Last month, IBM announced that researcher Craig Gentry made a cryptographic breakthrough with big implications for data privacy. The so-called “fully homomorphic encryption” technology is years away, according to IBM, but its promise for companies that handle and store individuals’ data is anticipated to be profound.

”[Fully homomorphic encryption] would give us new confidence that you can secure the world’s infrastructure and bring intelligence to it without exposing data to greater risks,” the head of IBM’s research arm told Forbes.

Researcher Craig Gentry discusses the breakthrough here.

IAPP: Is the anticipated implementation platform-neutral (i.e., will it support any database structure)?

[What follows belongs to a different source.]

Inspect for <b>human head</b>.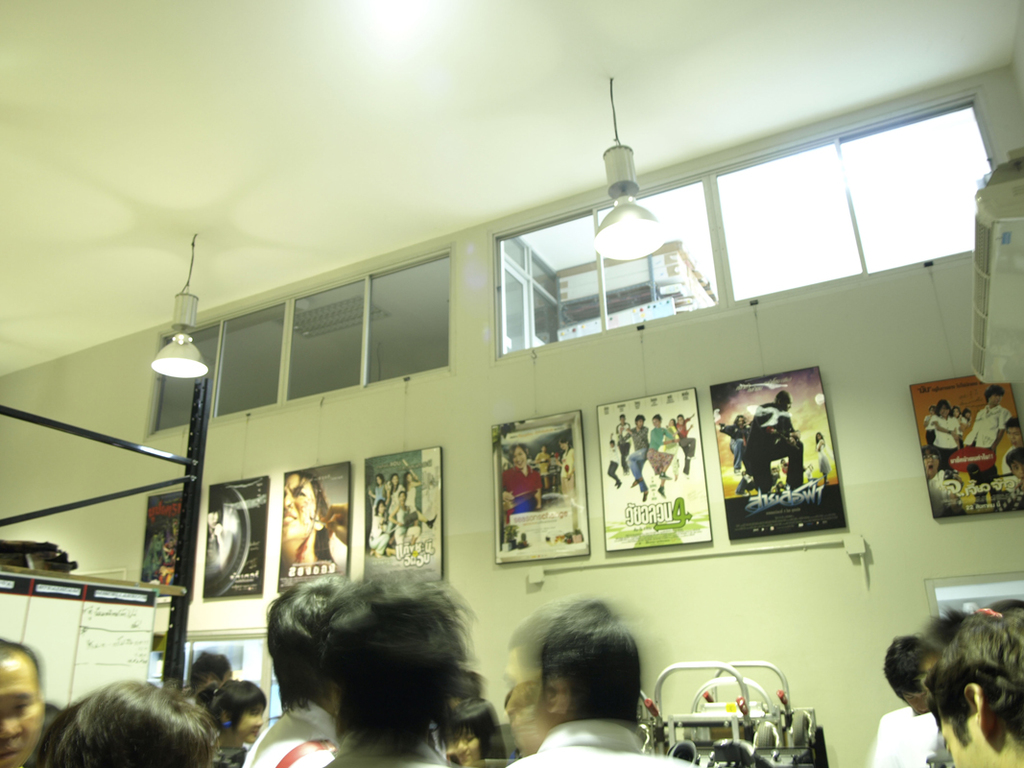
Inspection: (left=374, top=472, right=384, bottom=484).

Gentry: Yes. Abstractly, you can view a ciphertext as a secure box that holds a message. Now, suppose that you have several messages m_1, ...m_t (or several database entries) that are encrypted under the same public key—i.e., the messages are, in some sense, inside the same box. If the encryption scheme is fully homomorphic, then, for any efficiently computable function f, you can use the encryptions of m_1, ..., m_t to compute a ciphertext that encrypts f(m_1, ...m_t) -- i.e., you get f (m_1, ..., m_t) inside the same box—and you can compute this new ciphertext without the secret decryption key.

For example, a user could store encryptions of m_1, ..., m_t on a database server. Suppose that the user later wants some function of its data—i.e., f(m_1, ..., m_t). This function f might be a JOIN query, or it might output all of the entries containing some substring, ... whatever. Using the fully homomorphic encryption scheme, the server can compute an encryption of f(m_1, ..., m_t), send that ciphertext to the user, and the user decrypts it to recover the desired information.

Again, as long as you can compute the function f reasonably efficiently, then you can compute the same function over encrypted data (getting an encrypted result), though computing the function over encrypted data takes much longer. In particular, the scheme is independent of the data structures used. (In contrast, most likely the function f that you want to compute would be dependent on the data structure.)

IAPP: Does the current implementation encrypt at the table, column, or field level, or are these reference models inapplicable?

Gentry:
There isn’t an ”implementation” yet; currently, there is only a mathematical description of the scheme.

The reference models are inapplicable, as stated above. Any program or database-querying system could be ”compiled” into an (encypted) program or (encrypted) system that has encrypted input and output.

IAPP: How does it compare to other fully homomorphic encryption schemes? What makes it different?

Gentry: There aren’t any other fully homomorphic encryption schemes. A bit more accurately, and to get a bit technical, there are previous schemes but their performance (running time) depends *exponentially* on the function f that you are computing, whereas the running time of my scheme depends only *polynomially* on the function f. In other words, to put it simply, even though my current scheme is rather slow, previous schemes would be much, much slower—ridiculously slower—for mildly complex functions f.

IAPP: A Forbes article on your scheme mentioned that the current application is cumbersome, and that years of newly developed efficiencies will be required to make it commercially viable. Can the technology be implemented (albeit, inefficiently) on typical current datawarehouse hardware, or are you anticipating that hardware advances over the coming years would make this viable? Is the sense that optimization of the algorithm will improve performance, or that computing hardware will advance to make this unnecessary?

Gentry:
I’m optimistic that, over the next couple of years or so, researchers will find ways to make the algorithms themselves significantly faster, and that the algorithmic speed-up will be much larger than the hardware speed-up over this period. I think it makes sense to find this low-hanging fruit before commercializing it.

It’s dangerous to speculate on when it will be ready to be used on databases...

One issue is that, although part of the appeal of my scheme is that it is ”fully” homomorphic in the sense that it can handle arbitrary functions f, my scheme performs significantly better if the complexity of the function f falls below a certain threshold. Once the complexity of f goes above a certain threshold, I need to use a technique that I call ”bootstrapping,” a computationally-intensive operation in which I ”refresh” the intermediate ciphertexts on my way to computing the eventual output ciphertext (an encryption of f(m_1, ..., m_t)). However, if the complexity of f falls below the threshold, I can get by without using bootstrapping, and the scheme is much closer to being practical for such functions. I would imagine that relatively simple functions, such as a JOIN operation in a database query, would fall into this below-the-threshold category.